Cultura

France secures support to limit scope of EU-U.S. trade talks

BRUSSELS/PARIS (Reuters) - France has secured backing from other EU member states for the exclusion of the movie and television industries from a proposed free-trade pact between Europe and the United States that it fears could threaten European culture.

France, which is considering a tax on technology giants Apple and Google to finance cultural projects, has long defended a "cultural exception" in trade affairs to protect European arts from Hollywood-driven market forces.

Paris threatened in April to block the start of the EU-U.S. negotiations on the deal unless the audio-visual industry is excluded from the talks.

French Culture Minister Aurelie Filippetti has convinced 13 EU counterparts to sign a letter expressing concern that the powerful U.S. movie business in particular could drown out European culture.

"The European position to exclude audiovisual services from such negotiations must be clearly expressed from the outset," said her letter to the culture minister of Ireland, which holds the six-month rotating presidency of the European Union.

The letter said the exclusion should extend to digital media.

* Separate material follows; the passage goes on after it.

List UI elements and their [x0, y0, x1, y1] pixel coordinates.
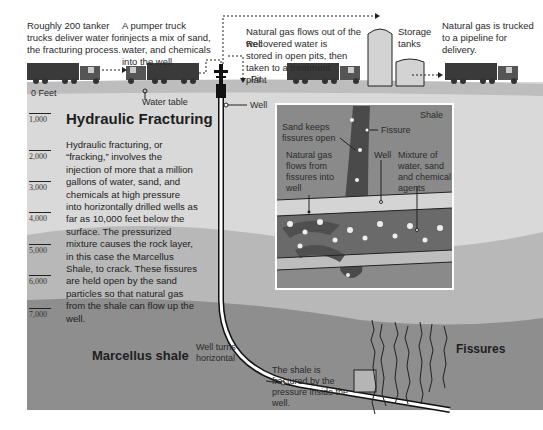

Some EU member states believe ringfencing culture could prompt reciprocal U.S. action, weakening any trade deal and its power to create growth and jobs.

The United States and the European Union aim to start negotiating a Transatlantic free trade pact by June, embracing half of world economic output and a third of all trade. A deal could add 0.5 percent to the EU economy and 0.4 percent to the U.S. economy by 2027, according to the European Commission.

EU Trade Commissioner Karel De Gucht has said the "cultural exception" is not up for negotiation and that member states would still be able to subsidise the industry and set quotas.

However, he has argued that the audiovisual sector should be included in the talks so that EU businesses could benefit from future developments, such as in digital media.

Despite France's defence of its own entertainment industry, many French are avid watchers of Hollywood movies.

British Prime Minister David Cameron said in Washington on Monday that the talks on the proposed pact should cover everything, even "difficult" issues.

Nevertheless, French Trade Minister Nicole Bricq says other EU states are rallying to the French position.

"Little by little, we are being joined by other countries," she told a news conference on Tuesday. "It is hard to imagine that Europe's second largest economy would not get this mandate."

Ireland aims to secure agreement on a common EU negotiating stance at a meeting of trade ministers set for June 14.